The Back Cover! (22)
Last Updated (Monday, 01 April 2013 20:33) Written by Administrator Friday, 09 December 2011 00:00
Postscript: Woah! It's the back cover
Full circle the front
Yes, I said the comic was at an end but, my goodness - it just keeps on giving. Now, who recognises the drawings?
Back in those days, if you were a fan who couldn't watch Star Wars whenever you liked, you took your sci-fi thrills wherever you could get them.
An animated TV series called Battle of the Planets hit the screen from Japan and it did the job pretty well if you were a youngster. Repetitive, yes; but visually better I think, than anything else that was available on telly. It was the first time I'd seen glowing backlighting effects in TV animation. They were able to produce realistic laser and fire effects. For the time it was also quite richly coloured. Every week, a robotic alien monster attacked earth. G-Force battled against it and always - always - ALWAYS! - the giant robot would resort to breaking up into lots of smaller robots.
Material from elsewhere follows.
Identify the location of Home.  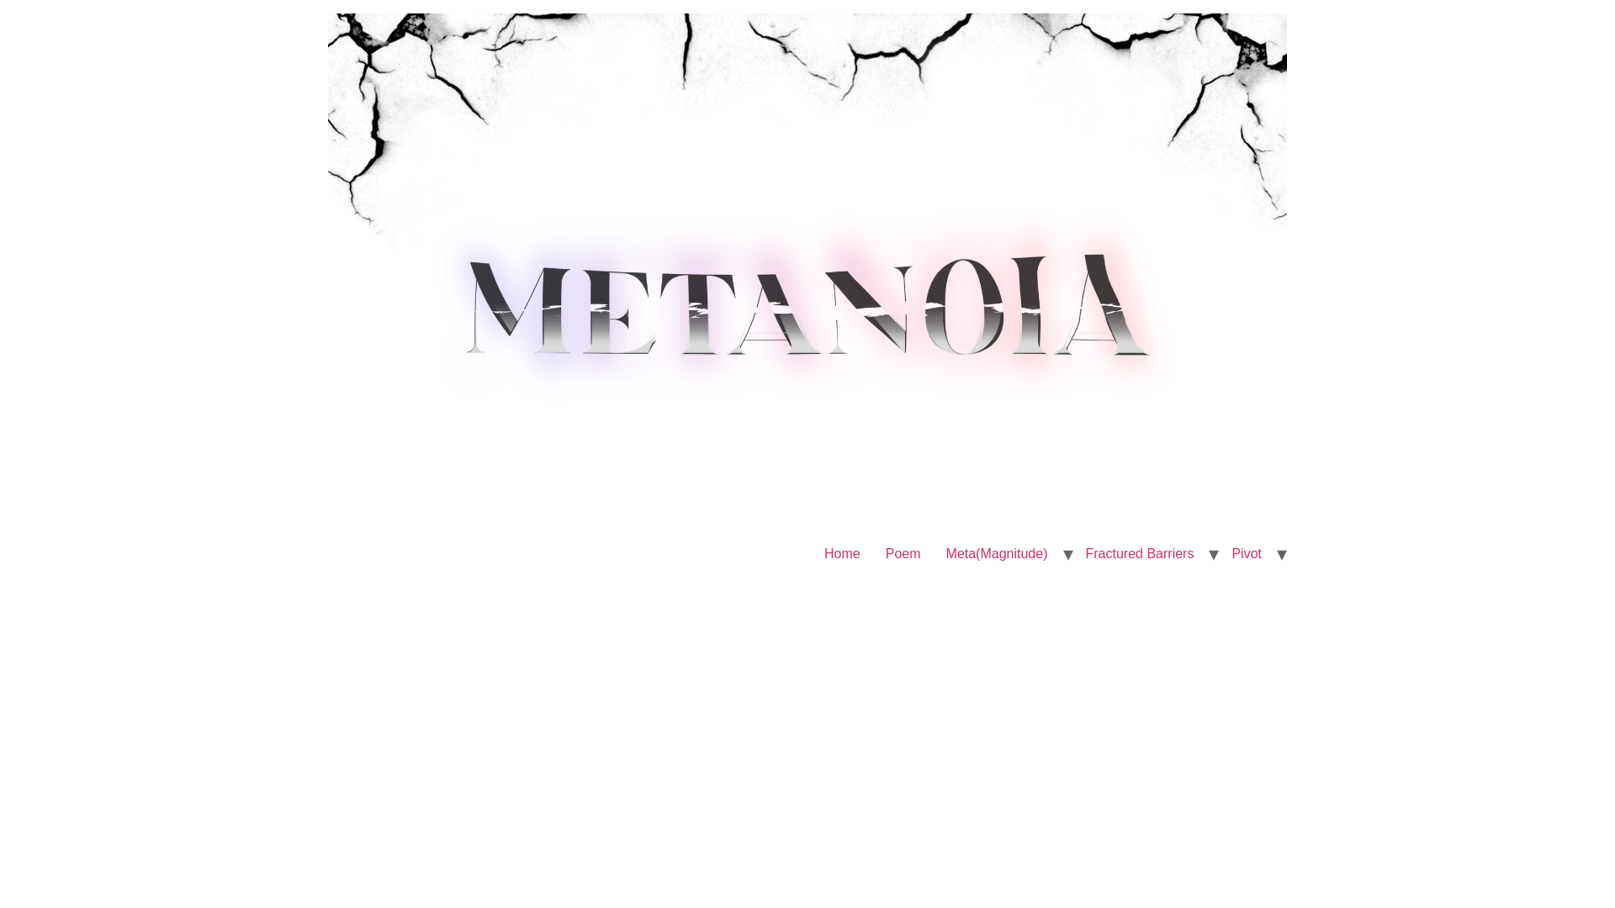
(843, 554).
How times have not changed.
Characters would get teary too - all glisteny-eyed and quiver-lipped - when something terribly sad happened, like a child losing their parents. I never saw that before in TV animation either. Weird!
Every Friday afternoon after school, John Skehan and I would race home to see Battle of the Planets. And Gabby, my wife, says she loved it too. But I really must have loved it because I made a comic out of it! (left)
Anyway, you took your TV sci-fi where you could get it: Space 1999, Battlestar Galactica (ugh), Buck Rogers (oh dear), and even Jason of Star Command (one of the most laughable atrocities ever committed to celluloid). Desperation eh? I felt like such a traitor to Star Wars, but it was a guilty pleasure.
Disco Force!
Some of you might remember me mentioning this ages ago on Facebook, in the early days of SWa9.
One morning - in late 1979? - I had the most exciting vivid dream. My big sister Maria was up and about getting ready for school while I was still sleeping. She had the radio on as always. A song seeped into my subconscious and mingled with Star Wars. I awoke before the wonderful dream concluded - much to my disappointment - but set to work on a new comic. Proof if it were needed, that the subconscious mind is a creative force, is shown below (what a note on which to end!)